1 New York, Macmillan Co., 1946.

2 Plate XIV is a reproduction of a Sung Dynasty painting, which is identified as such. The plate is then labeled: “The Undifferentiated Aesthetic Continuum.”

3 Plate x is a reproduction of a painting by Seurat. It is identified as such, and is then labeled: “Hume's Atomic Sense Data as Associated by a Frenchman.”

4 See The Meeting of East and West, p. 335.

5 See The Taming of the Nations, p. 75.

6 Professor Northrop notes that “The word ‘aesthetic’ was used there [in the phrase ‘the undifferentiated aesthetic continuum’] in the sense of immediacy, but not in the sense of sensed immediacy.” See The Taming of the Nations, p. 76.

7 See, e.g., ibid., pp. 77–78.

8 E.g., one sees in ibid., pp. 77–78, that the differences between Confucianism and Taoism are reconciled, both being examples of orientation to the “undifferentiated aesthetic continuum.” Emphasis on compromise and peace-making is given as an example. This is done despite the possibility (if not probability) that such an emphasis, in one case, is considered a rational adjustment to an imperfect world and, in the other, struggle is considered to be the ultimate involvement in things of this world and hence is to be avoided.

9 In this field, at least, George Bernard Shaw's emendation of the Rule holds: Do not do unto others as you would have others do unto you; they may have different customs.

10 For example, prior to the last century the types of decay so prominent in China were typical of the dynastic cycle there for some two thousand years; whereas within the last century a radical change in the society, rather than a refurbishment of the “traditional” patterns, seems to have been in the making.

11 Tides from the West, New Haven, Conn., 1947.
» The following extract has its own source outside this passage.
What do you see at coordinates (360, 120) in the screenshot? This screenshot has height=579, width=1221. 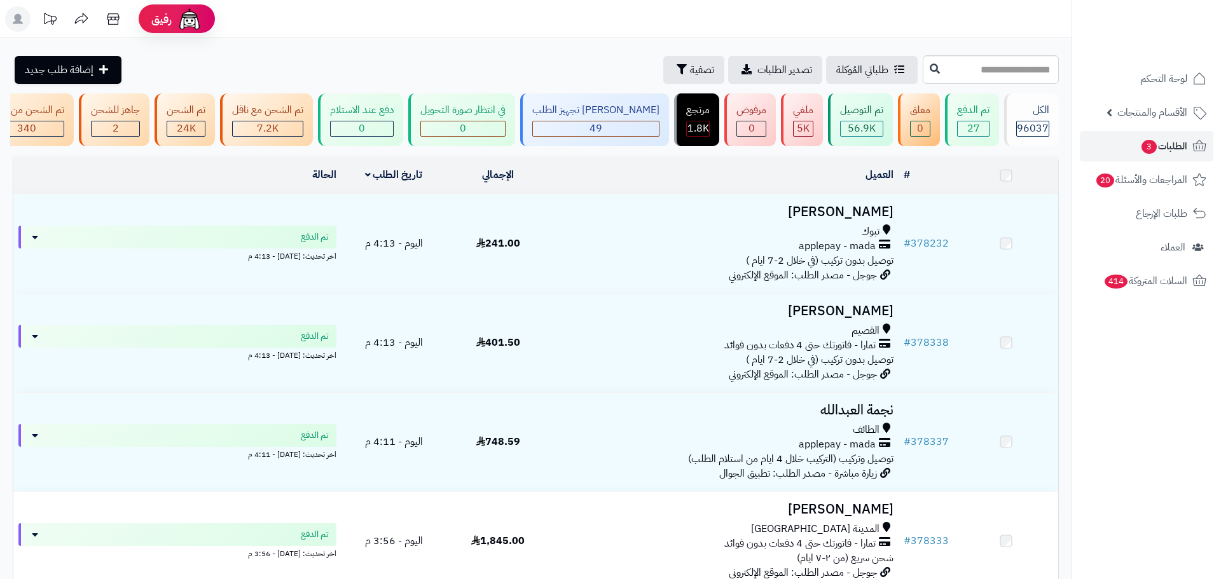 I see `a: دفع عند الاستلام 0` at bounding box center [360, 120].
12 The Taming of the Nations, pp. 77–78.

13 Ibid., p. 78.

14 E.g., ibid., pp. 126, 187.

15 Incidentally, anyone familiar with the practice of civil law in the United States is well aware that lawyers who are considered highly expert here strive to keep their clients out of the courts; they frequently prefer settlements out of court, and so advise their clients. Does this indicate a basically “Asian mind” in these lawyers—overlaid, no doubt, by some “Aryan influences” that account for such recourse to the courts as exists?

16 See, e.g., his Industrialization and Labor, Ithaca, N.Y., 1951.